One thing that would tickle one’s mind is why the architectural points of the REST were mentioned in the starting of the blog post! Well, it’s just to emphasize the point that GraphQL still follows all of that. Though, GraphQL requires the API consumer to send the requests usually in POST method (in some cases other methods like GET as well, we can pass the query encoded into the URL, but then the server needs to decode that query and process it). So, GraphQL is still REST-ish, plus the fast response from the server and less load on the networks.

The elegant part of the GraphQL is that we can use just one URI for our APIs. We can either ask the server to give some data, or process some data sent by the client or even open the stream of the data between client and server – all on the same URI. Another good part of the GraphQL is the ability to write the queries in the code-like structure. The client can write the queries that look like a function in any C-like programming language; the functions can also accept the arguments.

query findUser($userId: String!) {
  findUser(id: $userId) {
    name
  }
}

This is a simple query that asks the server to return the name of the user with id equals to userId.
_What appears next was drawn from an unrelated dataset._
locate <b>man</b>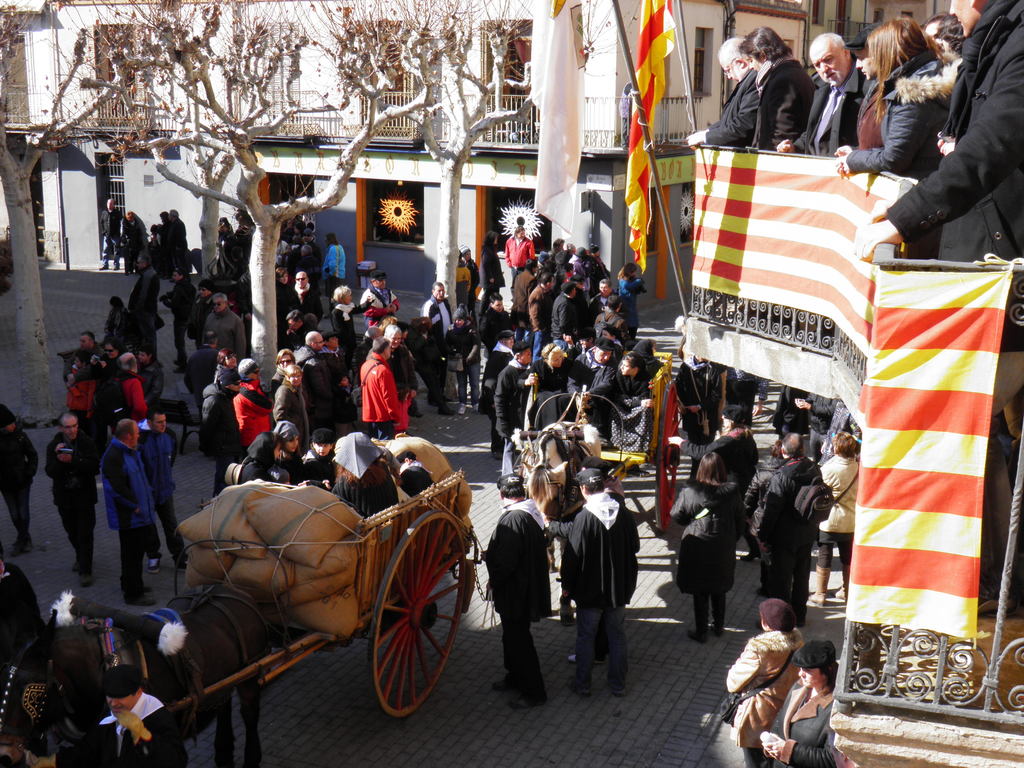
(left=100, top=419, right=157, bottom=607)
The userId argument can either be hard-coded in the findUser() function or it can be mentioned in the variable field of the GraphQL JSON. Wait, did I say “GraphQL JSON”? Yes, we send the graphql in JSON format to the server, wrapped in key-values; though it’s not necessary to do so, it all depends on how the server accepts the query and parses it. We, at Knoldus, use the Sangria library for Scala and all it cares about is

  1. the query (which is a mandatory field and can be the mutation or subscription or a query),
  2. the variables (it’s optional) and
  3. the operation name(it’s optional as well).

So, it’s easy to keep all these together in a JSON format.

The beginners might also want to know what are all these terms after all! The query, mutation, operation, fragment, data-types, schema, fields etc. For the brevity sake of this blog post, these terms and much more about the graphql can be explained in future blog posts.